A coalition of labor, community groups and advocates Wednesday launched a signature-collection campaign for a proposed ballot initiative to impose a business tax on large corporations that pay CEOs more than 50 times their median workers.
Supporters say the tax would generate more than half a billion dollars per year for the city. Critics argue the proposal is an overreach and say it will harm the city’s economy by driving businesses away.
“Today, we are launching the Overpaid CEO Tax,” Kurt Peterson, UNITE HERE Local 11 co-president, said during a news conference outside the Tesla Diner in Hollywood.
“Our goal is simple: collect 140,000 signatures from Los Angeles voters to put this initiative on the November ballot, so Angelenos can decide whether overpaid CEOs should pay their fair share,” Peterson said.
UNITE HERE Local 11 is part of the Fair Games Coalition, which is backing the tax initiative. Other supporters consist of UTLA, SEIU 721, UFCW 770, LAANE and CLUE, among others.
Coalition members emphasized Los Angeles is one of the least affordable cities in the world, pointing to soaring housing costs, skyrocketing grocery prices and broken street infrastructure like sidewalks and streetlights.
Meanwhile, in 2024, CEOs at the nation’s largest companies earned an average of 281 times more than their typical workers, effort leaders said.
Marriott and Hilton’s CEO earns $6,000 an hour; Starbucks’ CEO earns $7,000 an hour; and Delta, the largest Olympic Games sponsor, pays its CEO $16,000 an hour, according to the coalition.
With Los Angeles preparing to host the World Cup, a Super Bowl in 2027, and the Olympic and Paralympic Games in 2028, the coalition argues big corporations will reap even greater windfalls.
“If you work in Los Angeles, you should be able to afford to live in Los Angeles,” Peterson said. “That’s what the Overpaid CEO Tax does. If a corporation chooses to pay its CEO more than 50 times its median worker earns, it pays more taxes — and the bigger the gap, the higher the tax.”
“A fair Olympics requires a fair economy — and the Overpaid CEO Tax is part of that deal,” Peterson added.
The tax initiative would increase the gross receipts tax paid for companies. Companies with 1,000 or more workers, and above a 50:1 CEO worker pay ratio would be taxed, according to the ballot language.
Revenue generated from the tax would go toward four specific accounts supporting housing, sidewalks, after-school care and grocery stores.
The Howard Jarvis Taxpayers Association criticized the proposed tax initiative.
Voters placed taxpayer protections in the state constitution with Proposition 13 in 1978 and Proposition 218 in 1996. These require local taxes for a special purpose to be approved by two-thirds of voters.
Beginning in 2017, state courts carved a loophole that said the constitution does not apply to “citizen initiative tax increases,” according to the association.
“The result: special interest groups can write their own tax increases, direct all the money to benefit themselves, collect signatures to place these on the ballot, and then evade the requirement for a two-thirds vote,” the Howard Jarvis Taxpayers Association said in a statement.
The association said similar events unfolded with Measure A, a half-cent sales tax in Los Angeles County, approved by voters in November 2024. Measure A repealed and replaced Measure H, a quarter-cent sales tax to generate funding for homeless and housing initiatives.
“The city of Los Angeles has already seen businesses flee because of high taxes that other local jurisdictions do not impose,” the Howard Jarvis Taxpayers Association said in a statement.
“This reduces the revenue that would otherwise come into the treasury to fund essential services. Increasing the gross receipts tax for any reason is a terrible idea if the goal is to have more funding for city services or anything else,” the statement continued.
Services Employees International Union-United Healthcare Workers West proposed a separate but similar so-called “billionaire tax” at the state level through the ballot initiative process.
The proposal would impose a one-time 5% tax on any resident worth more than $1 billion, and 90% of the revenue generated would support healthcare with the remaining 10% going toward food assistance and education.
SEIU-UHWW says the initiative comes in the wake of federal spending reduction on Medicaid, Affordable Care Act subsidies and food assistance programs.
Gov. Gavin Newsom has opposed the billionaire tax. He expressed concerns about impacts to the state’s tech sector and the economy.
In December, The California Legislature’s Nonpartisan Fiscal and Policy Advisory group released a joint review with the governor’s Department of Finance, warning that the tax could provide billions of dollars in one-time revenue. However, the risks could trigger millions in recurring losses if billionaires leave the state.
Rob Lapsley, president of the California Business Roundtable, also criticized the initiative. He previously said such a tax “would undermine our economy, decimate the state budget, drive investment out of the state and ultimately make everyday life more expensive for working families.”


◆ **WHAT TO PRODUCE**
Omitting every picture, output the records below exactly, please.
== EXERCISE INPUTS ==
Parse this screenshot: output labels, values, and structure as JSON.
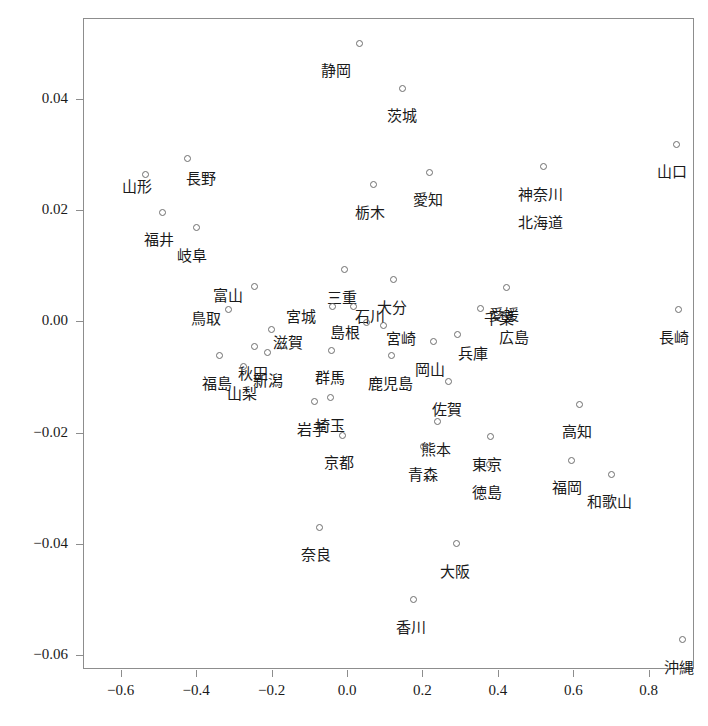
{
  "chart_data": {
    "type": "scatter",
    "title": "",
    "xlabel": "",
    "ylabel": "",
    "xlim": [
      -0.7,
      0.92
    ],
    "ylim": [
      -0.0625,
      0.0545
    ],
    "grid": false,
    "legend": null,
    "marker": "open-circle",
    "xticks": [
      -0.6,
      -0.4,
      -0.2,
      0.0,
      0.2,
      0.4,
      0.6,
      0.8
    ],
    "xticklabels": [
      "-0.6",
      "-0.4",
      "-0.2",
      "0.0",
      "0.2",
      "0.4",
      "0.6",
      "0.8"
    ],
    "yticks": [
      0.04,
      0.02,
      0.0,
      -0.02,
      -0.04,
      -0.06
    ],
    "yticklabels": [
      "0.04",
      "0.02",
      "0.00",
      "-0.02",
      "-0.04",
      "-0.06"
    ],
    "points": [
      {
        "label": "静岡",
        "x": 0.032,
        "y": 0.05,
        "lx": -0.06,
        "ly": -0.0038
      },
      {
        "label": "茨城",
        "x": 0.147,
        "y": 0.0419,
        "lx": 0.0,
        "ly": -0.0038
      },
      {
        "label": "山口",
        "x": 0.873,
        "y": 0.0318,
        "lx": -0.012,
        "ly": -0.0038
      },
      {
        "label": "長野",
        "x": -0.422,
        "y": 0.0292,
        "lx": 0.035,
        "ly": -0.0023
      },
      {
        "label": "山形",
        "x": -0.534,
        "y": 0.0263,
        "lx": -0.022,
        "ly": -0.001
      },
      {
        "label": "愛知",
        "x": 0.22,
        "y": 0.0268,
        "lx": -0.006,
        "ly": -0.0038
      },
      {
        "label": "神奈川",
        "x": 0.52,
        "y": 0.0278,
        "lx": -0.006,
        "ly": -0.0038
      },
      {
        "label": "北海道",
        "x": 0.52,
        "y": 0.0278,
        "lx": -0.006,
        "ly": -0.0088
      },
      {
        "label": "栃木",
        "x": 0.07,
        "y": 0.0246,
        "lx": -0.01,
        "ly": -0.0038
      },
      {
        "label": "福井",
        "x": -0.489,
        "y": 0.0196,
        "lx": -0.01,
        "ly": -0.0038
      },
      {
        "label": "岐阜",
        "x": -0.4,
        "y": 0.0168,
        "lx": -0.01,
        "ly": -0.0038
      },
      {
        "label": "三重",
        "x": -0.006,
        "y": 0.0093,
        "lx": -0.006,
        "ly": -0.0038
      },
      {
        "label": "大分",
        "x": 0.124,
        "y": 0.0075,
        "lx": -0.006,
        "ly": -0.0038
      },
      {
        "label": "富山",
        "x": -0.246,
        "y": 0.0063,
        "lx": -0.07,
        "ly": -0.0005
      },
      {
        "label": "愛媛",
        "x": 0.422,
        "y": 0.0061,
        "lx": -0.006,
        "ly": -0.0038
      },
      {
        "label": "宮城",
        "x": -0.039,
        "y": 0.0026,
        "lx": -0.082,
        "ly": -0.0006
      },
      {
        "label": "石川",
        "x": 0.018,
        "y": 0.0026,
        "lx": 0.042,
        "ly": -0.0006
      },
      {
        "label": "鳥取",
        "x": -0.313,
        "y": 0.0022,
        "lx": -0.062,
        "ly": -0.0005
      },
      {
        "label": "千葉",
        "x": 0.355,
        "y": 0.0023,
        "lx": 0.048,
        "ly": -0.0007
      },
      {
        "label": "広島",
        "x": 0.412,
        "y": 0.0012,
        "lx": 0.032,
        "ly": -0.003
      },
      {
        "label": "長崎",
        "x": 0.879,
        "y": 0.0021,
        "lx": -0.012,
        "ly": -0.0038
      },
      {
        "label": "島根",
        "x": 0.051,
        "y": -0.0003,
        "lx": -0.056,
        "ly": -0.0006
      },
      {
        "label": "宮崎",
        "x": 0.098,
        "y": -0.0007,
        "lx": 0.046,
        "ly": -0.0012
      },
      {
        "label": "滋賀",
        "x": -0.201,
        "y": -0.0014,
        "lx": 0.044,
        "ly": -0.0012
      },
      {
        "label": "兵庫",
        "x": 0.294,
        "y": -0.0024,
        "lx": 0.04,
        "ly": -0.0022
      },
      {
        "label": "岡山",
        "x": 0.23,
        "y": -0.0037,
        "lx": -0.01,
        "ly": -0.0038
      },
      {
        "label": "秋田",
        "x": -0.246,
        "y": -0.0045,
        "lx": -0.004,
        "ly": -0.0038
      },
      {
        "label": "新潟",
        "x": -0.21,
        "y": -0.0057,
        "lx": 0.0,
        "ly": -0.0038
      },
      {
        "label": "群馬",
        "x": -0.042,
        "y": -0.0052,
        "lx": -0.002,
        "ly": -0.0038
      },
      {
        "label": "福島",
        "x": -0.338,
        "y": -0.0062,
        "lx": -0.008,
        "ly": -0.0038
      },
      {
        "label": "山梨",
        "x": -0.275,
        "y": -0.0081,
        "lx": -0.004,
        "ly": -0.0038
      },
      {
        "label": "鹿児島",
        "x": 0.117,
        "y": -0.0062,
        "lx": -0.002,
        "ly": -0.0038
      },
      {
        "label": "佐賀",
        "x": 0.268,
        "y": -0.0109,
        "lx": -0.002,
        "ly": -0.0038
      },
      {
        "label": "岩手",
        "x": -0.086,
        "y": -0.0145,
        "lx": -0.006,
        "ly": -0.0038
      },
      {
        "label": "埼玉",
        "x": -0.045,
        "y": -0.0137,
        "lx": 0.0,
        "ly": -0.0038
      },
      {
        "label": "高知",
        "x": 0.617,
        "y": -0.0149,
        "lx": -0.008,
        "ly": -0.0038
      },
      {
        "label": "熊本",
        "x": 0.24,
        "y": -0.0181,
        "lx": -0.004,
        "ly": -0.0038
      },
      {
        "label": "京都",
        "x": -0.013,
        "y": -0.0205,
        "lx": -0.008,
        "ly": -0.0038
      },
      {
        "label": "青森",
        "x": 0.203,
        "y": -0.0226,
        "lx": -0.002,
        "ly": -0.0038
      },
      {
        "label": "東京",
        "x": 0.38,
        "y": -0.0208,
        "lx": -0.008,
        "ly": -0.0038
      },
      {
        "label": "福岡",
        "x": 0.594,
        "y": -0.025,
        "lx": -0.01,
        "ly": -0.0038
      },
      {
        "label": "徳島",
        "x": 0.377,
        "y": -0.0258,
        "lx": -0.006,
        "ly": -0.0038
      },
      {
        "label": "和歌山",
        "x": 0.7,
        "y": -0.0275,
        "lx": -0.004,
        "ly": -0.0038
      },
      {
        "label": "奈良",
        "x": -0.073,
        "y": -0.037,
        "lx": -0.008,
        "ly": -0.0038
      },
      {
        "label": "大阪",
        "x": 0.29,
        "y": -0.04,
        "lx": -0.004,
        "ly": -0.0038
      },
      {
        "label": "香川",
        "x": 0.175,
        "y": -0.05,
        "lx": -0.006,
        "ly": -0.0038
      },
      {
        "label": "沖縄",
        "x": 0.89,
        "y": -0.0572,
        "lx": -0.01,
        "ly": -0.0038
      }
    ]
  }
}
===
◆ **FINISHED TASK**
Parse this screenshot: output labels, values, and structure as JSON.
{
  "chart_data": {
    "type": "scatter",
    "title": "",
    "xlabel": "",
    "ylabel": "",
    "xlim": [
      -0.7,
      0.92
    ],
    "ylim": [
      -0.0625,
      0.0545
    ],
    "grid": false,
    "legend": null,
    "marker": "open-circle",
    "xticks": [
      -0.6,
      -0.4,
      -0.2,
      0.0,
      0.2,
      0.4,
      0.6,
      0.8
    ],
    "xticklabels": [
      "-0.6",
      "-0.4",
      "-0.2",
      "0.0",
      "0.2",
      "0.4",
      "0.6",
      "0.8"
    ],
    "yticks": [
      0.04,
      0.02,
      0.0,
      -0.02,
      -0.04,
      -0.06
    ],
    "yticklabels": [
      "0.04",
      "0.02",
      "0.00",
      "-0.02",
      "-0.04",
      "-0.06"
    ],
    "points": [
      {
        "label": "静岡",
        "x": 0.032,
        "y": 0.05,
        "lx": -0.06,
        "ly": -0.0038
      },
      {
        "label": "茨城",
        "x": 0.147,
        "y": 0.0419,
        "lx": 0.0,
        "ly": -0.0038
      },
      {
        "label": "山口",
        "x": 0.873,
        "y": 0.0318,
        "lx": -0.012,
        "ly": -0.0038
      },
      {
        "label": "長野",
        "x": -0.422,
        "y": 0.0292,
        "lx": 0.035,
        "ly": -0.0023
      },
      {
        "label": "山形",
        "x": -0.534,
        "y": 0.0263,
        "lx": -0.022,
        "ly": -0.001
      },
      {
        "label": "愛知",
        "x": 0.22,
        "y": 0.0268,
        "lx": -0.006,
        "ly": -0.0038
      },
      {
        "label": "神奈川",
        "x": 0.52,
        "y": 0.0278,
        "lx": -0.006,
        "ly": -0.0038
      },
      {
        "label": "北海道",
        "x": 0.52,
        "y": 0.0278,
        "lx": -0.006,
        "ly": -0.0088
      },
      {
        "label": "栃木",
        "x": 0.07,
        "y": 0.0246,
        "lx": -0.01,
        "ly": -0.0038
      },
      {
        "label": "福井",
        "x": -0.489,
        "y": 0.0196,
        "lx": -0.01,
        "ly": -0.0038
      },
      {
        "label": "岐阜",
        "x": -0.4,
        "y": 0.0168,
        "lx": -0.01,
        "ly": -0.0038
      },
      {
        "label": "三重",
        "x": -0.006,
        "y": 0.0093,
        "lx": -0.006,
        "ly": -0.0038
      },
      {
        "label": "大分",
        "x": 0.124,
        "y": 0.0075,
        "lx": -0.006,
        "ly": -0.0038
      },
      {
        "label": "富山",
        "x": -0.246,
        "y": 0.0063,
        "lx": -0.07,
        "ly": -0.0005
      },
      {
        "label": "愛媛",
        "x": 0.422,
        "y": 0.0061,
        "lx": -0.006,
        "ly": -0.0038
      },
      {
        "label": "宮城",
        "x": -0.039,
        "y": 0.0026,
        "lx": -0.082,
        "ly": -0.0006
      },
      {
        "label": "石川",
        "x": 0.018,
        "y": 0.0026,
        "lx": 0.042,
        "ly": -0.0006
      },
      {
        "label": "鳥取",
        "x": -0.313,
        "y": 0.0022,
        "lx": -0.062,
        "ly": -0.0005
      },
      {
        "label": "千葉",
        "x": 0.355,
        "y": 0.0023,
        "lx": 0.048,
        "ly": -0.0007
      },
      {
        "label": "広島",
        "x": 0.412,
        "y": 0.0012,
        "lx": 0.032,
        "ly": -0.003
      },
      {
        "label": "長崎",
        "x": 0.879,
        "y": 0.0021,
        "lx": -0.012,
        "ly": -0.0038
      },
      {
        "label": "島根",
        "x": 0.051,
        "y": -0.0003,
        "lx": -0.056,
        "ly": -0.0006
      },
      {
        "label": "宮崎",
        "x": 0.098,
        "y": -0.0007,
        "lx": 0.046,
        "ly": -0.0012
      },
      {
        "label": "滋賀",
        "x": -0.201,
        "y": -0.0014,
        "lx": 0.044,
        "ly": -0.0012
      },
      {
        "label": "兵庫",
        "x": 0.294,
        "y": -0.0024,
        "lx": 0.04,
        "ly": -0.0022
      },
      {
        "label": "岡山",
        "x": 0.23,
        "y": -0.0037,
        "lx": -0.01,
        "ly": -0.0038
      },
      {
        "label": "秋田",
        "x": -0.246,
        "y": -0.0045,
        "lx": -0.004,
        "ly": -0.0038
      },
      {
        "label": "新潟",
        "x": -0.21,
        "y": -0.0057,
        "lx": 0.0,
        "ly": -0.0038
      },
      {
        "label": "群馬",
        "x": -0.042,
        "y": -0.0052,
        "lx": -0.002,
        "ly": -0.0038
      },
      {
        "label": "福島",
        "x": -0.338,
        "y": -0.0062,
        "lx": -0.008,
        "ly": -0.0038
      },
      {
        "label": "山梨",
        "x": -0.275,
        "y": -0.0081,
        "lx": -0.004,
        "ly": -0.0038
      },
      {
        "label": "鹿児島",
        "x": 0.117,
        "y": -0.0062,
        "lx": -0.002,
        "ly": -0.0038
      },
      {
        "label": "佐賀",
        "x": 0.268,
        "y": -0.0109,
        "lx": -0.002,
        "ly": -0.0038
      },
      {
        "label": "岩手",
        "x": -0.086,
        "y": -0.0145,
        "lx": -0.006,
        "ly": -0.0038
      },
      {
        "label": "埼玉",
        "x": -0.045,
        "y": -0.0137,
        "lx": 0.0,
        "ly": -0.0038
      },
      {
        "label": "高知",
        "x": 0.617,
        "y": -0.0149,
        "lx": -0.008,
        "ly": -0.0038
      },
      {
        "label": "熊本",
        "x": 0.24,
        "y": -0.0181,
        "lx": -0.004,
        "ly": -0.0038
      },
      {
        "label": "京都",
        "x": -0.013,
        "y": -0.0205,
        "lx": -0.008,
        "ly": -0.0038
      },
      {
        "label": "青森",
        "x": 0.203,
        "y": -0.0226,
        "lx": -0.002,
        "ly": -0.0038
      },
      {
        "label": "東京",
        "x": 0.38,
        "y": -0.0208,
        "lx": -0.008,
        "ly": -0.0038
      },
      {
        "label": "福岡",
        "x": 0.594,
        "y": -0.025,
        "lx": -0.01,
        "ly": -0.0038
      },
      {
        "label": "徳島",
        "x": 0.377,
        "y": -0.0258,
        "lx": -0.006,
        "ly": -0.0038
      },
      {
        "label": "和歌山",
        "x": 0.7,
        "y": -0.0275,
        "lx": -0.004,
        "ly": -0.0038
      },
      {
        "label": "奈良",
        "x": -0.073,
        "y": -0.037,
        "lx": -0.008,
        "ly": -0.0038
      },
      {
        "label": "大阪",
        "x": 0.29,
        "y": -0.04,
        "lx": -0.004,
        "ly": -0.0038
      },
      {
        "label": "香川",
        "x": 0.175,
        "y": -0.05,
        "lx": -0.006,
        "ly": -0.0038
      },
      {
        "label": "沖縄",
        "x": 0.89,
        "y": -0.0572,
        "lx": -0.01,
        "ly": -0.0038
      }
    ]
  }
}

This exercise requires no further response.